Remember those little dime-store turtles you could buy for a buck? You’d bring them home and they’d last a couple of weeks, then off to turtle paradise they’d go, usually via a one-way ticket on Toilet Airlines.

Well, Nancy’s boy wanted one of those little critters, and being a game sort of gal, she bought him one.

Weeks passed. The turtle thrived. Nancy cleaned the bowl.

Months passed. The turtle thrived. Nancy cleaned the bowl.

Years passed. The boy left for college and, yes, Nancy stayed behind and cleaned the turtle bowl.

Eight years after its arrival, the turtle showed no signs of heading to the great beyond. By turtle standards, it was quite a bit larger.
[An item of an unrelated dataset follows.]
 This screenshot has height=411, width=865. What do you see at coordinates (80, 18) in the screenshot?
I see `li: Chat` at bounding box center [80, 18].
It was time for a change.

A lesser woman would have introduced the turtle to the backyard or a nearby pond, but not Nancy. She did what a resourceful and brave mother always does. She found a way.

She loaded the turtle into a totebag, put on her darkest sunglasses and drove to the nearest Pets-R-Us. There she slipped into the row of aquariums, and after making sure no one was watching, she plopped her hard-shell roommate into a tank with its own kind.
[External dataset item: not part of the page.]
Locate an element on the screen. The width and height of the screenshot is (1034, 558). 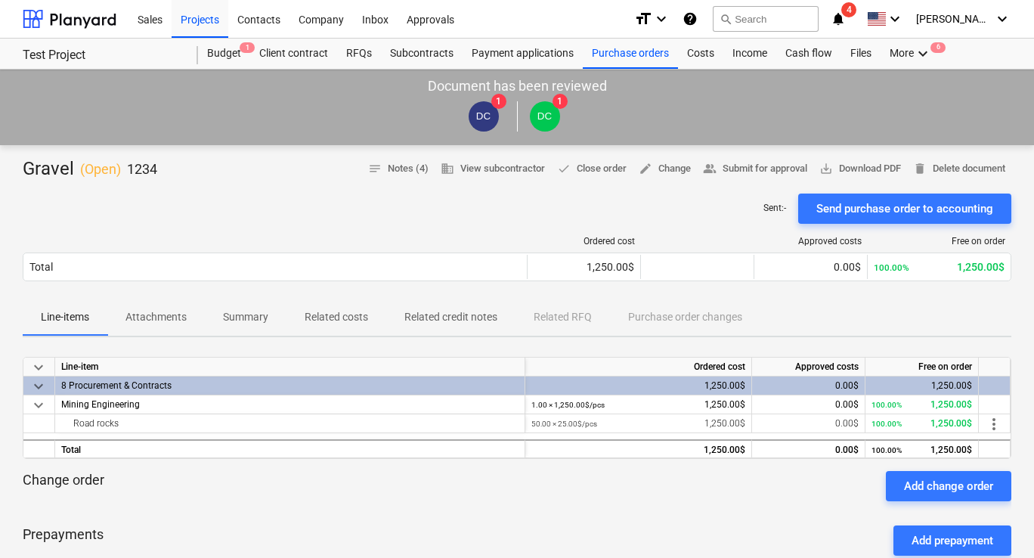
div: Cash flow is located at coordinates (809, 54).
Never one to take separations lightly, she returned the next week to assure herself that the relocation had gone well.  You don’t live with a turtle for nearly a decade without committing its features to memory, so she quickly found him among the others. He seemed happy.
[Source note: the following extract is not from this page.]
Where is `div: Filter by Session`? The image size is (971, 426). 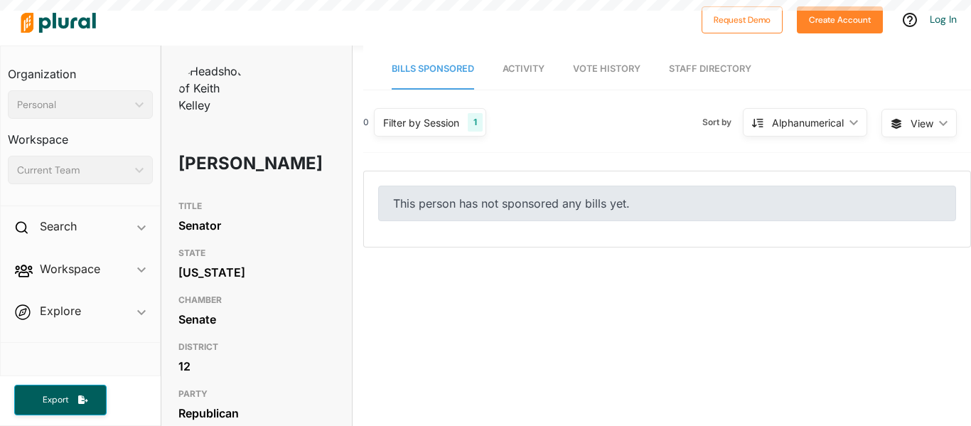 div: Filter by Session is located at coordinates (421, 122).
Now, I ask you, would anyone but a mother do this? I think not.

When Mother’s Day arrives, I will be thinking of Nancy and the other mothers I’ve known. Heroes, all.

Posted in Animals, Heroes, Human nature | 2 Comments

Food news: NY coffee-cup creator is gone; Mark Bittman launches blog

The man who created one of New York’s most visible landmarks has passed on. Raise your coffee cup to Leslie Buck.

And, Food writer Mark Bittman has launched his new site. Check it out, here.

Posted in Death, Food | Leave a comment

This is your ivy-covered brain on drugs.

Reed College in Portland has long enjoyed its reputation as a haven for the brainy, gifted and creative student. In recent years it’s also become a standout for the idiotic public state-of-denial exuded by its president and top brass who allowed a monster drug problem to take root on campus.

A couple of heroin overdoses didn’t rattle the top dogs as much as the feds stepping in with warnings that undercover cops will be milling about during a campus festival that historically has been a haven for drug sales and use. Now, at last, it looks like the college’s leadership might just have to grow some cojones.

From The New York Times:

“…Law enforcement officials raised an unusual theory of liability. Under a federal law intended to close crack houses, anyone who knowingly operates premises where drugs are used may be subject to serious criminal and civil penalties. Education lawyers, however, said they were unaware of that law’s ever being contemplated, let alone used, in the context of higher education.”

You can bet the “education lawyers” associated with Reed are now sweating the possibility of being the first case in which this “knowingly operates” clause is applied within academia.

The students, of course, will find an amusing, telegenic way to thumb their collective nose at the police presence on campus during the fair. They, at least, act in character, questioning authority. Maybe the leadership of their college will buck up and act in character too. Finally.

Posted in Academia, Alcohol & Drugs, Ethics, Government | Leave a comment

Don’t order a big box of checks.

The cellphone is going to replace cash, debit cards and checks.

Check out this piece in The New York Times that describes the technology already in use.

When you can pay your share of a dinner tab by bumping your cellphone against your buddy’s cellphone, you know it’s time to leave your big ol’ money-sucking bank in the past.